** Opening Available records block **
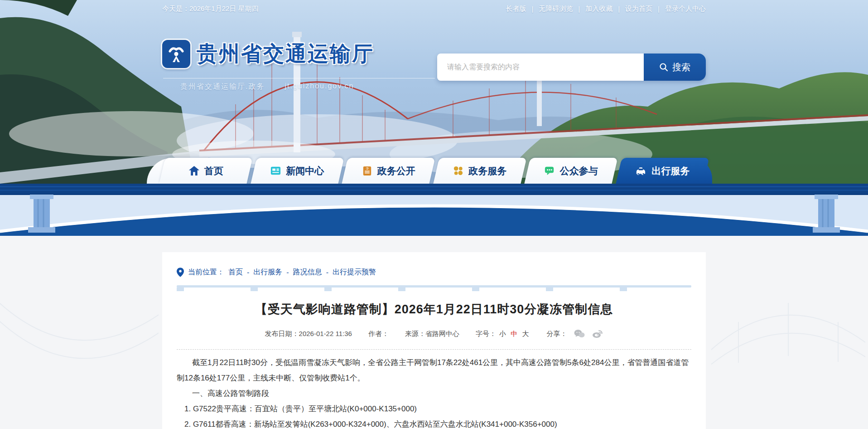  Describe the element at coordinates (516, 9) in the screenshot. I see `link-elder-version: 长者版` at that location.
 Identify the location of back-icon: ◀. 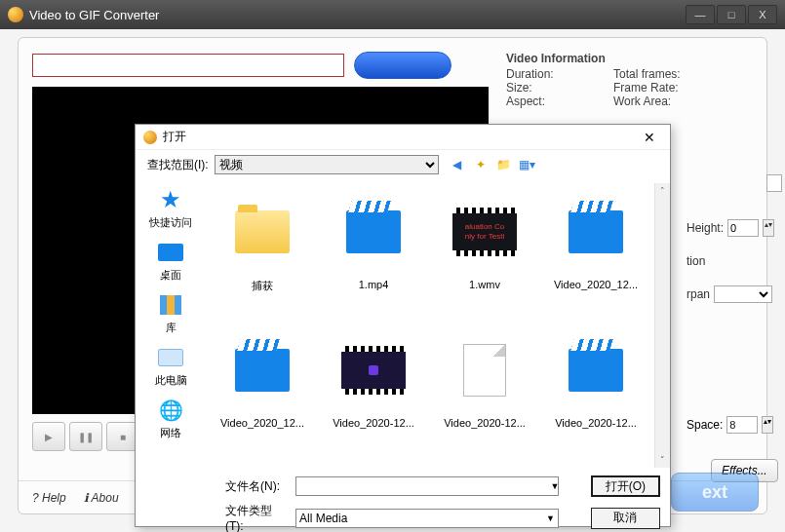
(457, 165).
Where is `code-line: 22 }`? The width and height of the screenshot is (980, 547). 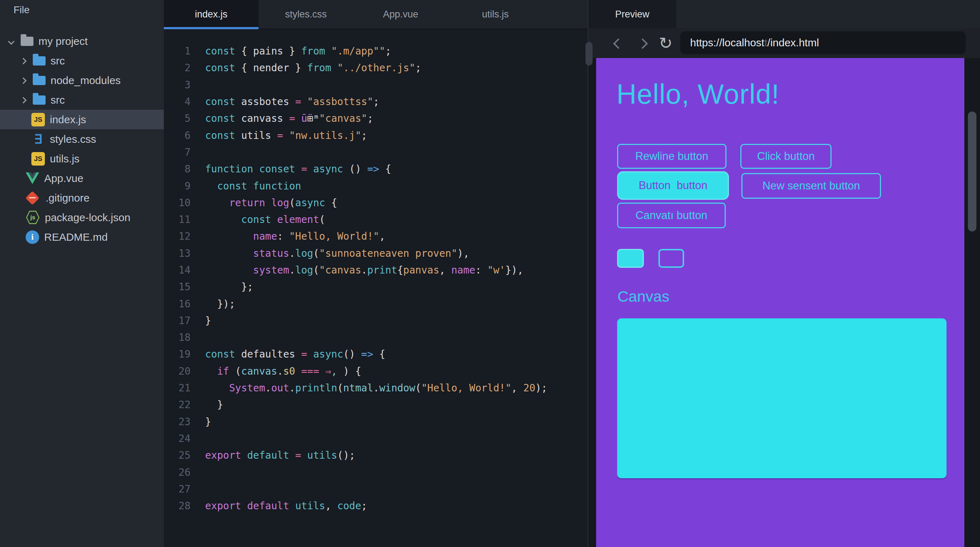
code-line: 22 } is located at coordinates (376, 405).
** Closing Available records block **
Problem to solve
All that is needed here is the run of lines from the one containing "is (980, 547)." through the end of the material above, reproduced exactly and without pictures.

Finished exercise
Where is `code-line: 22 }`? The width and height of the screenshot is (980, 547). 
code-line: 22 } is located at coordinates (376, 405).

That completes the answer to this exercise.